It isn't hard to understand why some people incorrectly assumed that Coyote would have a strong metal influence.
Kayo Dot members Toby Driver and Terran Olson are ex-members of the late-'90s/early-'00s progressive metal band Maudlin of the Well (Jason Byron and Greg Massi, both ex-members of Kayo Dot, were also part of Maudlin), and Coyote was recorded for the metal-oriented Hydra Head Records.
But Coyote is not a metal album in any way, shape, or form; crunching metal guitar is nowhere to be found here.
What Kayo Dot do provide on this 2010 release is avant-garde rock -- not avant-garde metal, but certainly avant-garde rock -- and the material, for all its eccentricity and abstraction, is quite musical.
That is not to say that Coyote is easy to absorb; this is complex, cerebral, left-of-center music that refuses to follow a simple verse/chorus/verse/chorus format.
But in their own oddball way, Kayo Dot are surprisingly musical -- not to mention coherent.
The East Coasters draw on a variety of influences, ranging from avant-garde jazz to avant-garde classical to goth rock to Frank Zappa -- and they never sound like they are simply throwing things against the wall aimlessly and hoping that they will stick.
No, Kayo Dot obviously entered the studio with a game plan as well as with a sense of adventure, which is why Coyote sounds free-spirited but not haphazard.

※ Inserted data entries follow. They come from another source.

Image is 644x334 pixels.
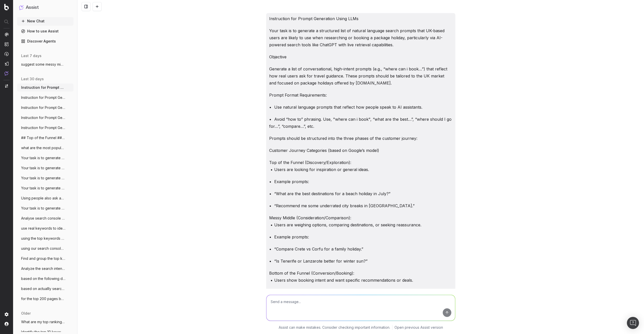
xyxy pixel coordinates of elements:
p: • “What are the best destinations for a beach holiday in July?” [270,190,452,197]
p: Prompts should be structured into the three phases of the customer journey: [270,135,452,142]
p: Assist can make mistakes. Consider checking important information. [279,325,390,330]
button: Instruction for Prompt Generation Using [17,114,73,122]
span: Find and group the top keywords for dest [21,256,65,261]
span: Instruction for Prompt Generation Using [21,105,65,111]
img: Assist [19,5,24,10]
span: for the top 200 pages based on clicks in [21,297,65,301]
span: older [21,311,31,316]
span: based on actuallly search queries and em [21,286,65,291]
button: what are the most popular destinations t [17,144,73,152]
button: Analyze the search intent behind a given [17,265,73,273]
button: Your task is to generate a list of natur [17,154,73,162]
button: use real keywords to identify the top no [17,224,73,232]
p: • “Compare Crete vs Corfu for a family holiday.” [270,246,452,253]
span: Your task is to generate a list of natur [21,165,65,171]
a: Discover Agents [17,37,73,45]
p: Messy Middle (Consideration/Comparison): • Users are weighing options, comparing destinations, or... [270,215,452,228]
span: Your task is to generate a list of natur [21,186,65,191]
img: Intelligence [5,42,9,46]
p: Bottom of the Funnel (Conversion/Booking): • Users show booking intent and want specific recommen... [270,270,452,284]
p: • Avoid “how to” phrasing. Use, "where can i book", “what are the best…”, “where should I go for…... [270,116,452,130]
h1: Assist [25,4,39,11]
span: Your task is to generate a list of natur [21,156,65,161]
button: Your task is to generate a list of natur [17,164,73,172]
button: suggest some messy middle content ideas [17,60,73,68]
p: Your task is to generate a structured list of natural language search prompts that UK-based users... [270,27,452,49]
p: • Use natural language prompts that reflect how people speak to AI assistants. [270,103,452,111]
button: Your task is to generate a list of natur [17,174,73,182]
span: what are the most popular destinations t [21,146,65,150]
button: for the top 200 pages based on clicks in [17,295,73,303]
div: Open Intercom Messenger [627,317,639,329]
span: Analyse search console for the top keywo [21,216,65,221]
span: Analyze the search intent behind a given [21,266,65,271]
span: suggest some messy middle content ideas [21,62,65,67]
span: last 7 days [21,53,41,58]
span: Your task is to generate a list of natur [21,176,65,181]
button: Instruction for Prompt Generation Using [17,103,73,112]
p: Objective [270,53,452,60]
a: How to use Assist [17,27,73,35]
span: Instruction for Prompt Generation Using [21,115,65,120]
p: • Example prompts: [270,178,452,185]
p: Instruction for Prompt Generation Using LLMs [270,15,452,22]
span: Instruction for Prompt Generation Using [21,85,65,90]
button: New Chat [17,17,73,25]
p: • “Is Tenerife or Lanzarote better for winter sun?” [270,258,452,265]
p: Top of the Funnel (Discovery/Exploration): • Users are looking for inspiration or general ideas. [270,159,452,173]
button: Your task is to generate a list of promp [17,204,73,212]
p: • Example prompts: [270,234,452,241]
img: Setting [5,313,9,317]
button: Instruction for Prompt Generation Using [17,84,73,91]
img: Botify logo [4,4,9,10]
p: • “Recommend me some underrated city breaks in [GEOGRAPHIC_DATA].” [270,202,452,209]
button: Assist [19,4,72,11]
button: based on actuallly search queries and em [17,285,73,293]
img: Switch project [5,84,8,87]
button: ## Top of the Funnel ### Beach Holidays [17,134,73,142]
img: Analytics [5,33,9,37]
span: using the top keywords by impression fro [21,236,65,241]
button: Find and group the top keywords for dest [17,254,73,262]
button: using the top keywords by impression fro [17,235,73,243]
button: Using people also ask and real keywords [17,194,73,202]
button: Instruction for Prompt Generation Using [17,94,73,102]
img: My account [5,322,9,326]
button: Analyse search console for the top keywo [17,215,73,223]
button: Your task is to generate a list of natur [17,184,73,192]
img: Studio [5,62,9,66]
img: Assist [5,72,9,76]
button: What are my top ranking pages? [17,318,73,326]
span: using our search console data generate 1 [21,246,65,251]
p: Generate a list of conversational, high-intent prompts (e.g., “where can i book…”) that reflect h... [270,65,452,87]
button: using our search console data generate 1 [17,245,73,253]
span: based on the following destinations crea [21,276,65,282]
button: based on the following destinations crea [17,275,73,283]
span: Your task is to generate a list of promp [21,206,65,211]
p: Customer Journey Categories (based on Google’s model) [270,147,452,154]
img: Activation [5,52,9,56]
button: Instruction for Prompt Generation Using [17,124,73,132]
span: last 30 days [21,76,44,82]
span: Instruction for Prompt Generation Using [21,126,65,130]
span: ## Top of the Funnel ### Beach Holidays [21,135,65,141]
a: Open previous Assist version [394,325,443,330]
p: Prompt Format Requirements: [270,91,452,99]
span: Instruction for Prompt Generation Using [21,95,65,100]
span: use real keywords to identify the top no [21,226,65,231]
span: Using people also ask and real keywords [21,196,65,201]
span: What are my top ranking pages? [21,320,65,324]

Kayo Dot know what they are doing, and it doesn't involve making sure the electric guitar (metal's most prominent instrument) takes center stage.
Electric guitar isn't excluded on Coyote, but it is no less important to the album's creative success than horns or the violin; one could say that Coyote is guitar-friendly but never guitar-based.
Kayo Dot's instincts serve them well on this intriguing effort; just don't call Coyote metal.